Do I spot a new COPV type? Looks like a white cover over one of the pressure vessels in the LOx tank. A cover would prevent LOx contact with the carbon fiber fuel, eliminating one possible COPV failure mode.... Could also be a metallic PV. Either way, maybe they’re qualifying them for crewed launches.From the STP-2 launch.
Quote from: Robotbeat on 06/26/2019 04:42 amDo I spot a new COPV type? Looks like a white cover over one of the pressure vessels in the LOx tank. A cover would prevent LOx contact with the carbon fiber fuel, eliminating one possible COPV failure mode.... Could also be a metallic PV. Either way, maybe they’re qualifying them for crewed launches.From the STP-2 launch.The white cylinder is not new, has been seen and asked before: https://forum.nasaspaceflight.com/index.php?topic=40374.msg1654933#msg1654933I think what's new is the 3 blade propeller thing at the bottom of the tank, I don't remember seeing that before.
suggest you didn't mean to derive 13.5 flights/booster from current performance, which should be 27/12 = 2.25 flights/booster so for. 13 would be great progress...
I see what you mean. I'm not sure we can make the conclusion that refurbishment process has so far been uniform and it's minimal (minimally required?) across cores before flight 10. Just looking at the turnaround times - Min 74 days, average 108 days (1.5xmin) and Max 264 days (3.5x min) - it doesn't really have that consistency to be able to know what's the effort involved and when is that terminal refurbishment happening. One can make the conclusion that it's 3 GTO flights. 1047 had the hardest flight profile with 3 GTO flights and got expanded. Following the AMOS-17 discussion thread seems like they may have not done full burn and could have attempted to land on the ship. That's just speculation, but there's enough to wonder. I would say the manifest so far has driven flight cadance and if there's enough time in the future manifest AND if refurbishment is cheaper than building a new core then maybe that expensive refurb post planned flight life is worth doing. I think the math will get very interesting when Starship is close to coming online.
Table of dreams, at SpaceX today.My, how big they are! And some nice shadow waffles too. At hypersonic speeds, the upper atmosphere is like molasses, so these fins near the top of the booster effectively guide and stabilize the return flight.
Video is invite-only, it seems.
Quote from: Hobbes-22 on 02/02/2020 05:42 pmVideo is invite-only, it seems.Now it is. In the last 15 minutes, it was switched to private. Can confirm that he said the $28 million number, but he seems to have been mixing up cost and price a lot.
Quote from: RedLineTrain on 02/02/2020 05:59 pmQuote from: Hobbes-22 on 02/02/2020 05:42 pmVideo is invite-only, it seems.Now it is. In the last 15 minutes, it was switched to private. Can confirm that he said the $28 million number, but he seems to have been mixing up cost and price a lot.Who is ‘he’?$28M is an impressive number.
I'm guessing he wasn't supposed to say what an F9 mission cost them to fly. We haven't heard that number before, although it is in line with speculation here. That's probably why it went private.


* **REQUIREMENT**
Taking the line that contains "Image is 822x393 pixels." as the first, copy each line exactly up to and including the last line below.

Data about app and page elements:

----------

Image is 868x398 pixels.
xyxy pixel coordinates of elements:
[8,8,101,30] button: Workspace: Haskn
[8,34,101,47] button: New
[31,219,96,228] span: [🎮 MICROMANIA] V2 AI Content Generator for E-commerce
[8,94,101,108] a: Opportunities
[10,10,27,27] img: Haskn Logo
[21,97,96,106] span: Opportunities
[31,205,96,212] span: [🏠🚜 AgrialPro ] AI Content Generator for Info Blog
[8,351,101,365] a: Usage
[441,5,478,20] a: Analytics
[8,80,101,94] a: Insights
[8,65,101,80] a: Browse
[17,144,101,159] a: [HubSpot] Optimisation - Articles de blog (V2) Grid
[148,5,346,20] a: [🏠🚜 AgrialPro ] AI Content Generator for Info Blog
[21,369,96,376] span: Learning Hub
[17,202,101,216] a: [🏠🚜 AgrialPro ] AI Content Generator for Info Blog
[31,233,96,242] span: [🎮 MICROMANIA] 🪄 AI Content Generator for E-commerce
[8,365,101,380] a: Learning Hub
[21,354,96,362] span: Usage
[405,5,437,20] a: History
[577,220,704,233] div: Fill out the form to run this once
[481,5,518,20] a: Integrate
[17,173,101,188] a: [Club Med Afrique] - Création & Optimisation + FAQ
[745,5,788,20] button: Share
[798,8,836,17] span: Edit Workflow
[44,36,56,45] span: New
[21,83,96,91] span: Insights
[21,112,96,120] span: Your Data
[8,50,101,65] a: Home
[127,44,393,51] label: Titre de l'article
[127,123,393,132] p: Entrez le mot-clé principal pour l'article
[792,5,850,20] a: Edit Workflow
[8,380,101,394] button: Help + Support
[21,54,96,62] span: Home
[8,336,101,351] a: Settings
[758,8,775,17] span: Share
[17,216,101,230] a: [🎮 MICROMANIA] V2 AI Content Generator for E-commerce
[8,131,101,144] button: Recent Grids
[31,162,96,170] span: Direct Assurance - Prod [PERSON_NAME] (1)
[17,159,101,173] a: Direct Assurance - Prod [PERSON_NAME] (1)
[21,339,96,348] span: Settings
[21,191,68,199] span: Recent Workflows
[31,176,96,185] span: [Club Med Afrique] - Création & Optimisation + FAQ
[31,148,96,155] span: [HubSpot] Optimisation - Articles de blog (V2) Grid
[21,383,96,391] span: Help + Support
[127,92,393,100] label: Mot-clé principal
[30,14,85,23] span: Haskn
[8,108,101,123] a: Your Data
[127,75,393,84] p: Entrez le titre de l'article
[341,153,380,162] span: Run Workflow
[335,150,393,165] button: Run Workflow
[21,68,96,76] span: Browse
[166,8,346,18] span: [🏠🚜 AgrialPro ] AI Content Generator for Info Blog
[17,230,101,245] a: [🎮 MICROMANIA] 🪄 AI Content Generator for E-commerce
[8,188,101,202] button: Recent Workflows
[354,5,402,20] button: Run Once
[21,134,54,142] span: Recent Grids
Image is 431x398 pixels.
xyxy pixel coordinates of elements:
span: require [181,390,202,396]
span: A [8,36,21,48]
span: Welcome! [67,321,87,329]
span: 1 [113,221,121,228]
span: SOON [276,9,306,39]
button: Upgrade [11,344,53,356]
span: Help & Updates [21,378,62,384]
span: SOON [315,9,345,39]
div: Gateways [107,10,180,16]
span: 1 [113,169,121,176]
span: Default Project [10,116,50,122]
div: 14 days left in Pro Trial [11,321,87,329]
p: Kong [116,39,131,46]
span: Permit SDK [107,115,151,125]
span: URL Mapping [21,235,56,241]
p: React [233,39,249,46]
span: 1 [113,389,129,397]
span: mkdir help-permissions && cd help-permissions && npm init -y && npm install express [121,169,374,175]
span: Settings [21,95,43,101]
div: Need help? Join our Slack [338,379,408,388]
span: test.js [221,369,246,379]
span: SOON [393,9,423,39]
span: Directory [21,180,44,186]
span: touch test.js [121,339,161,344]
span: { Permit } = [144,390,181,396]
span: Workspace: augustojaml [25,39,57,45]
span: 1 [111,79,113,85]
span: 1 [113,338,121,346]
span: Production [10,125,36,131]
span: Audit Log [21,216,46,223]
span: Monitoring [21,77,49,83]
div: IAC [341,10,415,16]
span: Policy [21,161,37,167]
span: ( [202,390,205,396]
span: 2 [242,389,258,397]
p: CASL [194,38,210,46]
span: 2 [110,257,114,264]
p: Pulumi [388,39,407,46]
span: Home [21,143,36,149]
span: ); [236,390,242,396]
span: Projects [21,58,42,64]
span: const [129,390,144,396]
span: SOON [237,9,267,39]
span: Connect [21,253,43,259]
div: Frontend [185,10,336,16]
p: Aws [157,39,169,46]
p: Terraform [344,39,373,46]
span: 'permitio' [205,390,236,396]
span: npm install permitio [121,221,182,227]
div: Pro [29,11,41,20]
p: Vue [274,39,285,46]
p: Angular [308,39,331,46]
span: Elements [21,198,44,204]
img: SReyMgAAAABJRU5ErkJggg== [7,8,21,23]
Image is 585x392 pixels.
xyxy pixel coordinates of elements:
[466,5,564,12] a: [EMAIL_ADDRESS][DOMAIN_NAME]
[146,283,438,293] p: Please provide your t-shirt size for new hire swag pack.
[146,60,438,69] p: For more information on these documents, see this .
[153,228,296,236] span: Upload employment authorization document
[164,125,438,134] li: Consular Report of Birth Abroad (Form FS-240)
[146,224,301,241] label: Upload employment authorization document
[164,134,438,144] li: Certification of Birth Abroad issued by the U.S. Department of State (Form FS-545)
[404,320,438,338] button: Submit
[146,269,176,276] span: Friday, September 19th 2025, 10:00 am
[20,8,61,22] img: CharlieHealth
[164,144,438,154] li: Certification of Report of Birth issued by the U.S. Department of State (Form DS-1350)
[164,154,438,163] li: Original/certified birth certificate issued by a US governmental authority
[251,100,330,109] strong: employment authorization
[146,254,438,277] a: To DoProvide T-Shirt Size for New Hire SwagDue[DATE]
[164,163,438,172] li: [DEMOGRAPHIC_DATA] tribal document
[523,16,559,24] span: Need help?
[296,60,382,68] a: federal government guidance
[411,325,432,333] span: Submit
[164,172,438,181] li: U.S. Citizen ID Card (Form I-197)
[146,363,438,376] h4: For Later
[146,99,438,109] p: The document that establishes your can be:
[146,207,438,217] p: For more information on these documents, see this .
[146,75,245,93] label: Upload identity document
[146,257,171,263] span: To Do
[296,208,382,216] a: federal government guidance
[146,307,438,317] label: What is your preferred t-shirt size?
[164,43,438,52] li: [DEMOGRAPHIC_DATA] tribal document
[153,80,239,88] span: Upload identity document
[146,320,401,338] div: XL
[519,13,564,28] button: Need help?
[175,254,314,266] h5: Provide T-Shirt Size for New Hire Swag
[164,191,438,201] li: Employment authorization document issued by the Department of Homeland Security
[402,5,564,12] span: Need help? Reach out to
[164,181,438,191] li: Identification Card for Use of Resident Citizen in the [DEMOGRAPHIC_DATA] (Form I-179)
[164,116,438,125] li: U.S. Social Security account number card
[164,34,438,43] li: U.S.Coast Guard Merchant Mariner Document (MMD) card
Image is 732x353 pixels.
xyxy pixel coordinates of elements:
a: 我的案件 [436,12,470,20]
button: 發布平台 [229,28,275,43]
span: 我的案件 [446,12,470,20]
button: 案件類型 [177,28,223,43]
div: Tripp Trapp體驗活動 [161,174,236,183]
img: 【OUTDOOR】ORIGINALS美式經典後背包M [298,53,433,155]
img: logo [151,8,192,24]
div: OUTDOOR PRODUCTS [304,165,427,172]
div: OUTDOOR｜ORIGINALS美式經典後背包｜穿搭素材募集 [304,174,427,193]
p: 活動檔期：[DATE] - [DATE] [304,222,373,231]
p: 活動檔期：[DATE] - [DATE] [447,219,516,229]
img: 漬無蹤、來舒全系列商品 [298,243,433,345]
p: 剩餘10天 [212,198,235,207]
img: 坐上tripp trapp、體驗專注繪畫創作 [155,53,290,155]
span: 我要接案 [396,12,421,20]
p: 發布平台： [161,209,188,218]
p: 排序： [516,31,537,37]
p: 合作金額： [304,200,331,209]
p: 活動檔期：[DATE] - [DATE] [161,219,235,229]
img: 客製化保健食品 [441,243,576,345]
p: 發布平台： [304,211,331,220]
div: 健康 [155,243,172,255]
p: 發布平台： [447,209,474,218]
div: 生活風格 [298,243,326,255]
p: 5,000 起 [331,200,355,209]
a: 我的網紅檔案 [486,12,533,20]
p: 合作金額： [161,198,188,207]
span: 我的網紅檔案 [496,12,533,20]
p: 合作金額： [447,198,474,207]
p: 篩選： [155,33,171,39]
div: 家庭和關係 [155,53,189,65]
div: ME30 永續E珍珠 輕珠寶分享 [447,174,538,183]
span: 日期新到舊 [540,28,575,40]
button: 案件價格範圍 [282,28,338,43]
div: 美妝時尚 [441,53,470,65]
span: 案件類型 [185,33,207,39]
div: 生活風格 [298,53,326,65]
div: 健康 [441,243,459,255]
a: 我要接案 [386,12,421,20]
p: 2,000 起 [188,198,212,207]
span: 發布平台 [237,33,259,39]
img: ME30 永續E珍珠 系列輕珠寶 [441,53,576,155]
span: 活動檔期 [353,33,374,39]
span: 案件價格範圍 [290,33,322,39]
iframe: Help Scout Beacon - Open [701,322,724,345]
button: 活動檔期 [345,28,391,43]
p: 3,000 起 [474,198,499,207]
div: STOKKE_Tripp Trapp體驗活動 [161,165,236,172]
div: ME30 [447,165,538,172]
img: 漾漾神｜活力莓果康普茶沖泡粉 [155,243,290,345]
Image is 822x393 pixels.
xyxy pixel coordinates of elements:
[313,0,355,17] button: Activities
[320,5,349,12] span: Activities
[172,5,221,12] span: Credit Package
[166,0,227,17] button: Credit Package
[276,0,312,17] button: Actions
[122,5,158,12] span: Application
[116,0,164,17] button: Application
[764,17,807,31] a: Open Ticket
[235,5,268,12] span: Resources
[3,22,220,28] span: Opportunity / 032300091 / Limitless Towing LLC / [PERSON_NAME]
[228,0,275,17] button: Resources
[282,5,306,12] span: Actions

----------

* **OUTPUT BELOW**
Image is 822x393 pixels.
xyxy pixel coordinates of elements:
[313,0,355,17] button: Activities
[320,5,349,12] span: Activities
[172,5,221,12] span: Credit Package
[166,0,227,17] button: Credit Package
[276,0,312,17] button: Actions
[122,5,158,12] span: Application
[116,0,164,17] button: Application
[764,17,807,31] a: Open Ticket
[235,5,268,12] span: Resources
[3,22,220,28] span: Opportunity / 032300091 / Limitless Towing LLC / [PERSON_NAME]
[228,0,275,17] button: Resources
[282,5,306,12] span: Actions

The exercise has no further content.